12,919 individuals with available genetic data were included in this study (mean age 63±12 years; 54.3% male). 64.5% had diabetes, 8.9% prior myocardial infarction (MI) or unstable angina and 2.7% prior history of HF. There were 1,293 HF events, including 752 HFrEF and 442 HFpEF events. 99 HF events were unclassified (no echocardiography available).

Of the 1,152 patients with prior MI, 220 patients developed HFrEF while 95 patients developed HFpEF. Prior MI was significantly associated with both HF phenotypes (HFrEF: HR 2.84; 95% CI 2.39-3.37; HFpEF: HR 2.25: 95% CI 1.78-2.84; all p<0.00001). Conversely, the CAD GRS was only significantly associated with HFrEF (fully adjusted HR 1.33 per 1-unit increase in GRS; 95% CI 1.09-1.62, p=0.001) but not HFpEF (fully adjusted HR 1.07 per 1-unit increase in GRS; 95% CI 0.83-1.37, p=0.46) (Figure Panel A). Our meta-analysis included 17,309 individuals, with 964 HFrEF events and 638 HFpEF events. After adjustment the CAD GRS was significantly associated with HFrEF (HR 1.43 per 1-unit increase in GRS; 95% CI 1.20-1.69, p<0.0001). Conversely the CAD GRS was not associated with HFpEF (fully adjusted HR 1.06 per 1-unit increase in GRS; 95% CI 0.86-1.30, p=0.52) (Figure Panel B).

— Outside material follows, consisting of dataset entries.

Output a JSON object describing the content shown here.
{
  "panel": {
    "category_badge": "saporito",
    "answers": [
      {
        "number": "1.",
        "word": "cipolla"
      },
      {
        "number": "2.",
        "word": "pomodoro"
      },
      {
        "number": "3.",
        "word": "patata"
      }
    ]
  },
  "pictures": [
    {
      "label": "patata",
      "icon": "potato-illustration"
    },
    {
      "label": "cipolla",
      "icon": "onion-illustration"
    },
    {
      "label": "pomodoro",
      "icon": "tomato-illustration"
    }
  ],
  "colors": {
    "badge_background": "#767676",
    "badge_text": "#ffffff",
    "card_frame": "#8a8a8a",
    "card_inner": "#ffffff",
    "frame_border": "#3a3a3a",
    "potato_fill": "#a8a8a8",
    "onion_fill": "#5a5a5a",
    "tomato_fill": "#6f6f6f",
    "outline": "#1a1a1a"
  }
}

Figure. Association of Coronary Artery Disease with Risk of Heart Failure with Reduced versus Preserved Ejection Fraction.

Figure

  1. Adjusted Hazard Ratios for Observational (red) and Genetic (blue) CAD Risk for Incidence of HF.
    Comparison of fully adjusted hazard ratios for observational and genetic CAD risk for risk of HF. Dotted line represents hazard ratio = 1. Hazard Ratios adjusted for age, gender, smoking, diabetes, systolic blood pressure, total cholesterol and HDL cholesterol.
  2. Meta-analysis of CAD GRS for risk of HF.
    Fixed-effects meta-analysis of studies by Andersson et al.1 and the current study for association of CAD GRS with HFrEF and HFpEF.

Our key finding is that while there is an observational association of CAD with both HFpEF and HFrEF, using Mendelian randomization we found that genetically-determined risk of CAD is significantly associated with HFrEF but not HFpEF. We have combined our study with a previous study1 in a meta-analysis to provide further confidence for this finding. Overall this analysis strongly supports the conclusion that CAD may not be causal in HFpEF and its high prevalence in patients with HFpEF is likely to be through other commonly associated risk factors.

Our study has some limitations. We used a pragmatic approach to classify patients with HFpEF, and did not have measures such as natriuretic peptides and left atrial size. Secondly, although we had adequate power to determine an effect of the CAD GRS on development of HFpEF, it is possible that a larger population might detect a smaller but significant effect, although the clinical importance of this would be unclear.

Acknowledgements

We would like to thank Dr Stephen Burgess for his help with the manuscript.

Funding

IM is supported by National Health Service Education for Scotland/Chief Scientist Office Postdoctoral Clinical Lectureship (PCL 17/07). The Go-DARTS study was supported by the following: genotyping was facilitated by capital funding from the Scottish Government Chief Scientist Office Generation Scotland initiative (www.generationscotland.org); The Wellcome Trust U.K. type 2 diabetes case control collection (GoDARTS2) was funded by a Wellcome Trust [grant number GR02960] and the GWAS genotyping was performed as part of the Wellcome Trust Case Control Consortium 2 [084726/Z/08/Z, 085475/Z/08/Z, 085475/B/08/Z].

Footnotes

The data that support the findings of this study are available from the corresponding author upon reasonable request.